Multiple roads in the community were closed due to flooding or debris, and county work crews labored through the night to keep culverts and other passages clear of debris as stormwaters flowed from the upper watershed across Vado. Crews worked on a damaged culvert underneath Stern Drive, a frontage road along Interstate 10, which also saw minor flooding Tuesday night.

Multiple agencies responded Tuesday, including fire and swift water rescue teams from the county and Las Cruces, Doña Ana County deputies and New Mexico State Police, the Elephant Butte Irrigation District and the New Mexico National Guard.

On Wednesday, County Manager Scott Andrews said officials were assessing the estimated damage ahead of an emergency meeting Thursday, where county commissioners will consider a disaster declaration that could unlock state resources to aid in the recovery. Andrews said it was not clear whether the damages would meet the minimum threshold for disaster relief. Local residents were encouraged to call 211 with questions or to report damages; an online portal was being established and promoted via the county’s social media channels, as well.

Vado Speedway, a dirt racing track located close to the interstate, confirmed that its entire infield was flooded Wednesday, but General Manager Mike Garcia confirmed the park would be ready for a racing event scheduled for Saturday.

“We send out prayers for all those affected by the flooding yesterday,” Garcia told the Journal.

Neighborhood near arroyo swamped

Swannack Road, a residential street near Vado’s arroyo, was the scene of several rescues Tuesday night, with approximately 10 neighbors working in tandem with rescue teams.

On Wednesday afternoon, residents were digging mud from front walks and moving saturated belongings out into the sun.

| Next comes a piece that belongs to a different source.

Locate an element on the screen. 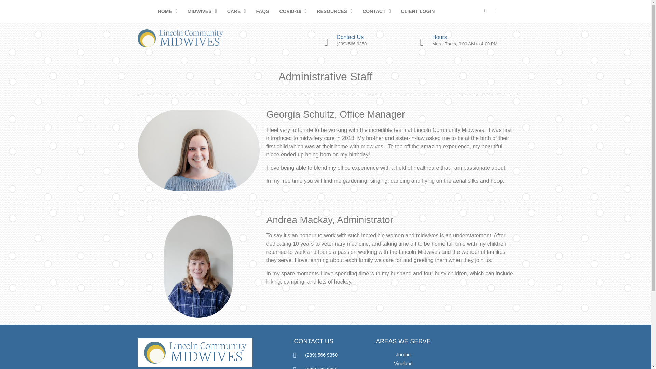  RESOURCES is located at coordinates (334, 11).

Sweating into a shirt already streaked with mud, Leonardo Zamora helped family members whose house had been flooded prepare to move in with him temporarily.

“The good thing is, everybody’s fine,” he said. “The material things, we’ll figure out later.”

Tabitha Gonzales, who lives at a higher point on the road, said she and her family members were “sore and bruised” after helping lower-lying residents evacuate their homes and reach emergency services.

She said the storm began as an irregular sprinkle Tuesday that turned, by early evening, into a downpour. Summer monsoons, she said, “usually rain pretty hard for a little bit and then it will just stop; but this one kind of lasted for a couple of hours. Most of that water was probably coming down from the mountains, and so it just kept coming and coming and coming.”

Her cousin, Elijah Sanchez, a lifelong resident living in a trailer home next to the arroyo, said he had not seen the channel full since he was a child, while other Swannack Road residents said they had not seen a storm of this magnitude in nearly two decades.

Sanchez said he, Gonzales and other family members were drawn outside by the sound of roaring water. They then observed the water breach the embankment and begin to flow very quickly into neighboring yards.

Sanchez, home after completing U.S. Army basic training at Fort Bliss, said he moved from one home to the next, rescuing one dog, a neighbor recovering from a broken femur, and elderly and disabled residents.

Sanchez said water levels climbed quickly in yards, reaching waist level and almost to his chest in some parts of the neighborhood, causing him to almost lose his footing in the current.

The neighbor with a broken leg ultimately had to be delivered to a rescue crew via a rolling trash cart.

“There wasn’t much to it,” Sanchez said Wednesday. “It was just about getting my neighbors to safety.”